About
Research
Email: anna.cusack@stmarys.ac.uk
Biography
Dr Anna Cusack is currently a Research Fellow on the UKRI/CERRL-funded project ‘The history and heritage of St Mary’s University: from Catholic teacher education institution to Catholic university, a future in retrospect’, working with Joe Saunders. She joined St Mary’s University in 2024.
Anna’s background is varied, and she began her career in the heritage industry and worked at various museums and galleries across London. She has worked as a freelance historian since finishing her PhD and has a range of clients in both the UK and around the world.

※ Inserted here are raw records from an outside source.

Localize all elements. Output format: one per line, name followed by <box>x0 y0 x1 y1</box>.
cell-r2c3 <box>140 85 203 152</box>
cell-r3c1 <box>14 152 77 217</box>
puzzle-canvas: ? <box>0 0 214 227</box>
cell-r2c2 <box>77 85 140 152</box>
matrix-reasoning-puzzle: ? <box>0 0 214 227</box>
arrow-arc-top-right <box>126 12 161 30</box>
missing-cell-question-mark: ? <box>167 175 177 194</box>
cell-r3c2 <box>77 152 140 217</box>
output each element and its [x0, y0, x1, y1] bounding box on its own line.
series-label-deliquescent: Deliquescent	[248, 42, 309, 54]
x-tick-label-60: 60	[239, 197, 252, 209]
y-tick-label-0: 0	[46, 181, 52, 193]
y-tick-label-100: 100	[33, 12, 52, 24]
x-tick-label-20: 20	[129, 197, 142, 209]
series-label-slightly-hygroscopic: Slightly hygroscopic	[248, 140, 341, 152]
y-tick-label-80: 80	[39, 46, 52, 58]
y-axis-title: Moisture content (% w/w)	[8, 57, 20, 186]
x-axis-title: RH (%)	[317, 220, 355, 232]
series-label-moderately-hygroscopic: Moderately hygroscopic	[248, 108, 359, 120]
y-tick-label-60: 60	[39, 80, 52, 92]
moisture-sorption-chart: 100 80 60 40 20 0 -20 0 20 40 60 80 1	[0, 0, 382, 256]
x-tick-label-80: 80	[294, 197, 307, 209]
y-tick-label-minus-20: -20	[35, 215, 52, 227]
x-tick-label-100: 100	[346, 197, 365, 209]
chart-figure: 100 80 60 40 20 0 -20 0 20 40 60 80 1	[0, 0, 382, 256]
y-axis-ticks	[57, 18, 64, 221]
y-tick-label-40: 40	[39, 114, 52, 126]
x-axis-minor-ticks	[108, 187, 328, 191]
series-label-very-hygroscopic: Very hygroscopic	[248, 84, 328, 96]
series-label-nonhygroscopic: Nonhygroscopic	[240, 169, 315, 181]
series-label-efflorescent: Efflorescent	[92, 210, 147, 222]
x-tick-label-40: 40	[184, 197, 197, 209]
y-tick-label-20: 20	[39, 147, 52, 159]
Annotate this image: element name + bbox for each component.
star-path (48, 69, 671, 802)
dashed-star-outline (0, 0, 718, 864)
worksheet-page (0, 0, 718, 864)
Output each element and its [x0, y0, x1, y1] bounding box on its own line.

Her teaching experience includes taking on the role of module director at the University of Essex, a sessional lectureship at Canterbury Christ Church University, a tutor for Birkbeck, University of London and at the University of Oxford, along with running short courses for the Workers Educational Association (WEA).
She has held research fellowships at the University of Leicester, the University of Erfurt, and Australia National University and has worked on projects at Purdue University and Birkbeck, University of London.

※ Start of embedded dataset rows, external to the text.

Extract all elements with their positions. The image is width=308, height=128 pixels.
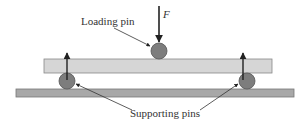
supporting-pins-label: Supporting pins [130,107,200,119]
loading-pin-leader [114,28,150,46]
specimen-beam [44,59,272,73]
three-point-bending-diagram: Loading pin F Supporting pins [0,0,308,128]
right-supporting-pin [239,73,255,89]
base-plate [16,89,294,97]
loading-pin-label: Loading pin [81,15,135,27]
loading-pin [151,43,167,59]
force-label: F [162,8,170,20]
diagram-svg: Loading pin F Supporting pins [0,0,308,128]
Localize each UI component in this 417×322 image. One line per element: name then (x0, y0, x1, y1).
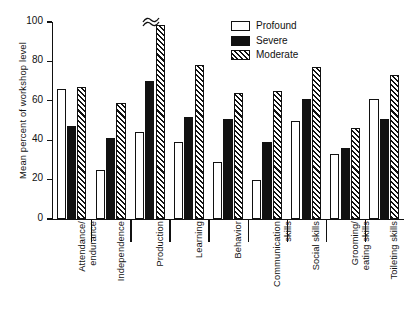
category-label-line: Communication (272, 221, 283, 321)
y-tick-label: 60 (32, 94, 43, 106)
hatched-square-icon (231, 50, 250, 60)
bar-profound (57, 89, 66, 219)
axis-break-icon (142, 17, 160, 31)
bar-profound (135, 132, 144, 219)
bar-group (57, 22, 87, 219)
legend-label: Severe (256, 35, 288, 47)
category-label-line: Toileting skills (389, 221, 400, 321)
bar-severe (145, 81, 154, 219)
bar-moderate (273, 91, 282, 219)
bar-profound (291, 121, 300, 220)
bar-moderate (234, 93, 243, 219)
category-label-line: Independence (116, 221, 127, 321)
bar-severe (184, 117, 193, 219)
bar-profound (174, 142, 183, 219)
bar-moderate (351, 128, 360, 219)
y-axis-title: Mean percent of workshop level (17, 11, 28, 211)
bar-severe (341, 148, 350, 219)
bar-severe (302, 99, 311, 219)
bar-severe (106, 138, 115, 219)
category-label: Independence (116, 221, 150, 321)
bar-severe (223, 119, 232, 219)
category-label: Toileting skills (389, 221, 417, 321)
category-label-line: skills (283, 221, 294, 321)
bar-group (174, 22, 204, 219)
bar-group (135, 22, 165, 219)
y-tick-label: 20 (32, 172, 43, 184)
bar-moderate (390, 75, 399, 219)
category-label: Social skills (311, 221, 345, 321)
category-label: Production (155, 221, 189, 321)
legend-item: Moderate (231, 48, 341, 63)
filled-square-icon (231, 36, 250, 46)
category-label: Communicationskills (272, 221, 306, 321)
category-label-line: Attendance/ (77, 221, 88, 321)
legend-label: Moderate (256, 49, 298, 61)
bar-moderate (156, 25, 165, 219)
open-square-icon (231, 21, 250, 31)
bar-severe (67, 126, 76, 219)
bar-group (369, 22, 399, 219)
bar-profound (213, 162, 222, 219)
bar-moderate (116, 103, 125, 219)
y-tick-label: 100 (26, 15, 43, 27)
bar-profound (96, 170, 105, 219)
category-label-line: endurance (88, 221, 99, 321)
y-tick-label: 0 (37, 212, 43, 224)
bar-chart: Mean percent of workshop level 020406080… (0, 0, 417, 322)
category-label-line: Production (155, 221, 166, 321)
category-label-line: Grooming/ (350, 221, 361, 321)
bar-profound (252, 180, 261, 219)
category-label: Learning (194, 221, 228, 321)
bar-groups (52, 22, 404, 219)
plot-area: 020406080100 (52, 22, 404, 219)
category-label-line: Behavior (233, 221, 244, 321)
legend-item: Severe (231, 34, 341, 49)
category-labels: Attendance/enduranceIndependenceProducti… (52, 221, 404, 321)
category-label-line: eating skills (361, 221, 372, 321)
category-label-line: Learning (194, 221, 205, 321)
category-label: Attendance/endurance (77, 221, 111, 321)
bar-moderate (312, 67, 321, 219)
category-label: Grooming/eating skills (350, 221, 384, 321)
bar-severe (262, 142, 271, 219)
y-tick-label: 80 (32, 54, 43, 66)
category-label-line: Social skills (311, 221, 322, 321)
y-tick-label: 40 (32, 133, 43, 145)
bar-moderate (195, 65, 204, 219)
legend-label: Profound (256, 20, 297, 32)
bar-profound (369, 99, 378, 219)
category-label: Behavior (233, 221, 267, 321)
bar-profound (330, 154, 339, 219)
bar-moderate (77, 87, 86, 219)
bar-group (96, 22, 126, 219)
legend: ProfoundSevereModerate (231, 19, 341, 63)
legend-item: Profound (231, 19, 341, 34)
bar-severe (380, 119, 389, 219)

Anna is an ECR board member for History Journal and a strand convenor for the Social History Society Annual Conference. She was a historical advisor for the ‘Executions’ exhibition at the Museum of London Docklands and gives talks, leads tours, and runs workshops for various organisations.
Research
Research profile
Anna’s research interests are broadly on early modern English society from c.1480 – 1820 with a particular focus on social history and the treatment of the dead of marginalised individuals and communities alongside the history of crime and punishment. She champions public engagement with history beyond these research-specific dates and has a strong interest in local history and public history.
Publications
- Book Review: Carolyn A. Conley, Debauched, Desperate, Deranged: Women Who Killed, London 1674-1913 for The English Historical Review Published June 2022.

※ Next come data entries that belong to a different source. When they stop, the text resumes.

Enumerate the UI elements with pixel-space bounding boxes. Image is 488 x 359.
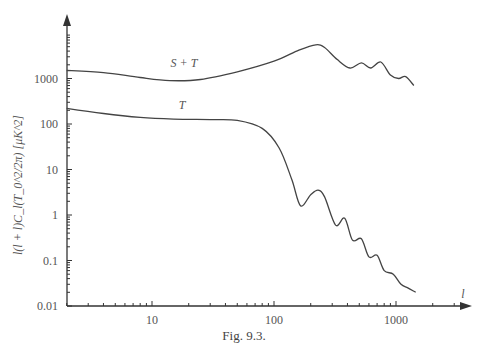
- y-axis-arrow-icon: [63, 14, 71, 26]
- x-tick-label-10: 10: [146, 313, 158, 327]
- y-tick-label-1: 1: [52, 208, 58, 222]
- cmb-power-spectrum-chart: 1000 100 10 1 0.1 0.01 10 100 1000 l l(l…: [0, 0, 488, 359]
- y-tick-label-0.01: 0.01: [37, 299, 58, 313]
- y-tick-label-0.1: 0.1: [43, 254, 58, 268]
- y-tick-label-10: 10: [46, 163, 58, 177]
- x-tick-label-1000: 1000: [384, 313, 408, 327]
- x-ticks: [67, 301, 454, 306]
- y-axis-title: l(l + l)C_l(T_0^2/2π) [μK^2]: [11, 115, 25, 255]
- y-tick-label-1000: 1000: [34, 72, 58, 86]
- y-ticks: [67, 35, 72, 306]
- series-s-plus-t-line: [67, 45, 414, 86]
- y-tick-label-100: 100: [40, 117, 58, 131]
- x-tick-label-100: 100: [265, 313, 283, 327]
- series-label-s-plus-t: S + T: [171, 56, 199, 70]
- series-t-line: [67, 108, 416, 292]
- series-label-t: T: [179, 98, 187, 112]
- x-axis-title: l: [461, 287, 465, 301]
- x-axis-arrow-icon: [460, 302, 472, 310]
- figure-caption: Fig. 9.3.: [0, 328, 488, 344]
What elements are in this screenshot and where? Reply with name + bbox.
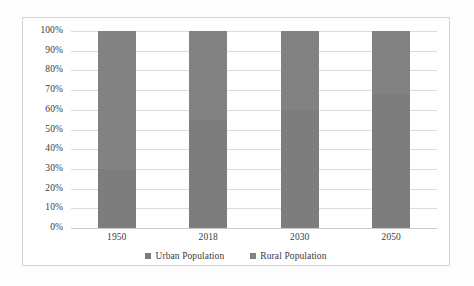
- bar-segment-rural-population-1950: [98, 31, 136, 169]
- chart-legend: Urban PopulationRural Population: [23, 251, 449, 261]
- legend-item-rural-population[interactable]: Rural Population: [250, 251, 326, 261]
- bar-group-2018: [189, 31, 227, 228]
- bar-segment-urban-population-2030: [281, 110, 319, 228]
- x-axis: 1950201820302050: [71, 232, 437, 250]
- legend-label: Rural Population: [260, 251, 326, 261]
- y-tick-label: 60%: [45, 105, 63, 115]
- y-tick-label: 40%: [45, 144, 63, 154]
- y-tick-label: 10%: [45, 204, 63, 214]
- y-tick-label: 50%: [45, 125, 63, 135]
- y-tick-label: 70%: [45, 85, 63, 95]
- bar-group-2050: [372, 31, 410, 228]
- y-tick-label: 0%: [50, 223, 63, 233]
- legend-swatch-icon: [145, 253, 151, 259]
- y-tick-label: 100%: [40, 26, 63, 36]
- x-tick-label-2050: 2050: [382, 232, 401, 242]
- bar-segment-urban-population-2018: [189, 120, 227, 228]
- bar-segment-urban-population-1950: [98, 169, 136, 228]
- x-tick-label-1950: 1950: [107, 232, 126, 242]
- bar-group-2030: [281, 31, 319, 228]
- legend-label: Urban Population: [155, 251, 224, 261]
- y-axis: 0%10%20%30%40%50%60%70%80%90%100%: [23, 31, 67, 228]
- bar-segment-urban-population-2050: [372, 94, 410, 228]
- gridline-0%: [71, 228, 437, 229]
- legend-item-urban-population[interactable]: Urban Population: [145, 251, 224, 261]
- x-tick-label-2018: 2018: [199, 232, 218, 242]
- chart-frame: 0%10%20%30%40%50%60%70%80%90%100% 195020…: [22, 17, 450, 266]
- chart-page: 0%10%20%30%40%50%60%70%80%90%100% 195020…: [0, 0, 474, 286]
- bar-group-1950: [98, 31, 136, 228]
- x-tick-label-2030: 2030: [290, 232, 309, 242]
- y-tick-label: 30%: [45, 164, 63, 174]
- bar-segment-rural-population-2030: [281, 31, 319, 110]
- plot-area: [71, 31, 437, 228]
- y-tick-label: 90%: [45, 46, 63, 56]
- bar-segment-rural-population-2018: [189, 31, 227, 120]
- bar-segment-rural-population-2050: [372, 31, 410, 94]
- legend-swatch-icon: [250, 253, 256, 259]
- y-tick-label: 80%: [45, 66, 63, 76]
- y-tick-label: 20%: [45, 184, 63, 194]
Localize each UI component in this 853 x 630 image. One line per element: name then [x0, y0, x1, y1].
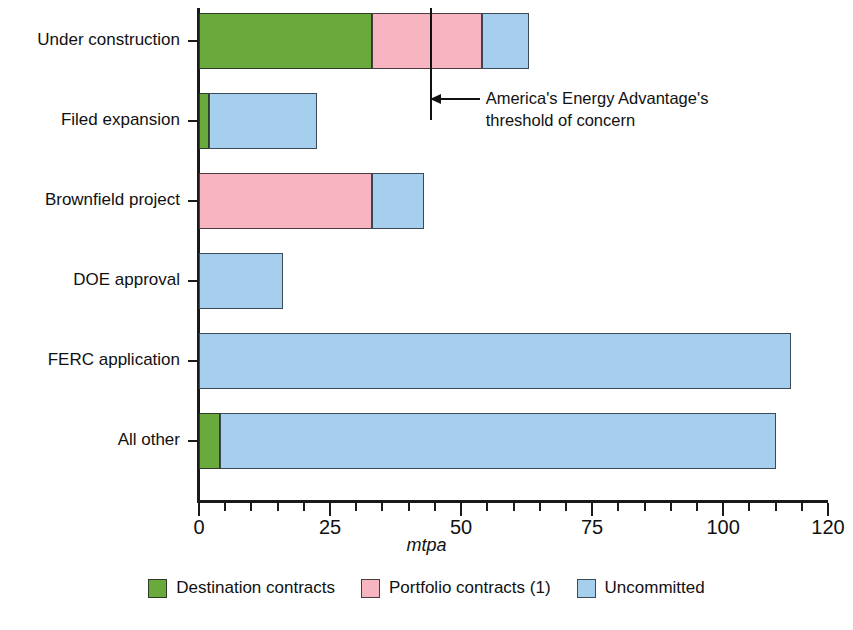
x-tick-major [722, 503, 724, 516]
bar-segment [199, 13, 372, 69]
bar-segment [199, 173, 372, 229]
bar-segment [199, 413, 220, 469]
x-tick-minor [355, 503, 357, 511]
legend-swatch-icon [577, 579, 596, 598]
x-tick-major [329, 503, 331, 516]
x-tick-minor [801, 503, 803, 511]
bar-segment [372, 173, 424, 229]
bar-chart: Under constructionFiled expansionBrownfi… [0, 0, 853, 630]
legend-item[interactable]: Uncommitted [577, 578, 705, 598]
legend-item[interactable]: Destination contracts [148, 578, 335, 598]
x-tick-major [827, 503, 829, 516]
bar-group [0, 93, 853, 149]
bar-segment [199, 93, 209, 149]
x-tick-minor [539, 503, 541, 511]
x-tick-minor [696, 503, 698, 511]
bar-segment [209, 93, 316, 149]
x-tick-minor [277, 503, 279, 511]
x-tick-minor [565, 503, 567, 511]
x-tick-minor [775, 503, 777, 511]
bar-segment [199, 333, 791, 389]
legend-label: Portfolio contracts (1) [389, 578, 551, 598]
bar-group [0, 333, 853, 389]
bar-group [0, 13, 853, 69]
x-tick-minor [381, 503, 383, 511]
bar-segment [372, 13, 482, 69]
x-tick-minor [224, 503, 226, 511]
x-tick-minor [250, 503, 252, 511]
threshold-label-line2: threshold of concern [486, 110, 636, 131]
x-tick-minor [670, 503, 672, 511]
bar-segment [220, 413, 776, 469]
x-tick-minor [434, 503, 436, 511]
threshold-label-line1: America's Energy Advantage's [486, 88, 709, 109]
x-tick-minor [748, 503, 750, 511]
bar-group [0, 253, 853, 309]
x-tick-major [591, 503, 593, 516]
x-tick-minor [408, 503, 410, 511]
x-axis-title: mtpa [0, 535, 853, 556]
x-tick-minor [486, 503, 488, 511]
legend-label: Uncommitted [605, 578, 705, 598]
bar-segment [482, 13, 529, 69]
x-tick-minor [644, 503, 646, 511]
threshold-arrow-icon [430, 92, 480, 106]
legend-item[interactable]: Portfolio contracts (1) [361, 578, 551, 598]
bar-group [0, 173, 853, 229]
x-tick-minor [303, 503, 305, 511]
legend-label: Destination contracts [176, 578, 335, 598]
x-tick-minor [617, 503, 619, 511]
x-tick-major [460, 503, 462, 516]
bar-segment [199, 253, 283, 309]
x-tick-major [198, 503, 200, 516]
bar-group [0, 413, 853, 469]
x-tick-minor [513, 503, 515, 511]
legend-swatch-icon [361, 579, 380, 598]
legend: Destination contractsPortfolio contracts… [0, 578, 853, 598]
legend-swatch-icon [148, 579, 167, 598]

- ‘Cheating the Hangman’: Suicides in Early Modern London Prisons EPOCH 1 September 2022.
- ‘‘Being a great nuisance to the inhabitants’: Petitions to relocate executions and gibbets in eighteenth-century London’ written for manyheadedmonster.com/ picked up by The Times, 1 June 2021.
- ‘After They Were ‘Turned Off’: The Burials of Post-Execution Cadavers in London, c.1600-1800’ (accepted with revisions for London Journal 2023).
- ‘To be buried in a Cross-Way, with a Stake drove therein’: Burying suicides in London 1600-1750, (submitted for a special issue edition of De Gruyter Journal from the panel at RSA Dublin 2022, accepted and will be published 2025).
- ‘Forging Identities Through Death: The Quaker Dead of Early Modern London’ (to be submitted to Historical Journal 2024).